In an interview with Professor Graham Allison at the John F. Kennedy Jr. Forum at Harvard University on Monday, the former Google CEO pushed back on the idea that AI’s rapid growth is a speculative bubble, saying that the technology is actually under-hyped.

“If anything, it’s under-hyped because you are fundamentally automating businesses,” he said.

The real transformation, he said, is happening deep inside companies, where AI systems are beginning to take over the “boring” tasks that quietly consume billions in corporate spending.

The biggest gains, he suggested, will come from automating the backbone of corporate work: the repeatable, time-consuming processes buried deep inside every organization.

The former Google chief listed billing, accounting, product design, delivery, and inventory management as examples of this.

“There’s an awful lot there — it’s extraordinary,” he said, pointing to areas like medicine, climate solutions, and engineering as sectors where automation could accelerate breakthroughs.

Schmidt, who helped steer Google’s early investments in AI and later co-authored a book on AI with Henry Kissinger, implied the technology’s economic impact will be far larger than markets or executives appreciate.

Still, not everyone agrees with that perspective. Some economists are sounding alarm bells that the AI boom is overheated.

In an interview this week, renowned economist Ruchir Sharma said the AI surge displays all four traits of a classic bubble and could unravel if interest rates rise, while tech leaders such as Sam Altman and Bill Gates have cautioned that parts of the market resemble the dot-com era.

Far beyond coding

To illustrate how quickly AI capabilities are advancing, Schmidt described watching an AI system generate an entire software program.

“Holy crap. The end of me,” he said.

“I’ve been doing programming for 55 years.
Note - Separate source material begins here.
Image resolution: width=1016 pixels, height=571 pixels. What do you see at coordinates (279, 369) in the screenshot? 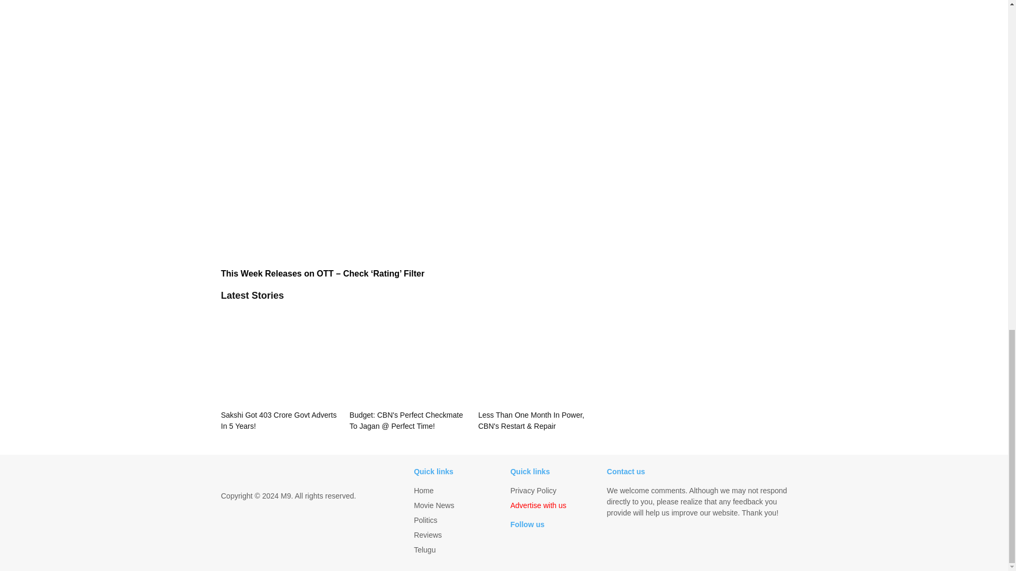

To see something start and end in front of your own life is really profound,” he added.

However, he said that AI’s long-term upside extends far beyond coding.

From back-office workflows to logistics and scientific discovery, Schmidt believes the automation curve is still in its early stages of scaling and that Wall Street is underestimating the magnitude of the shift.

“The reason people are spending this amount of money,” he said, “is to automate the boring parts of their business.”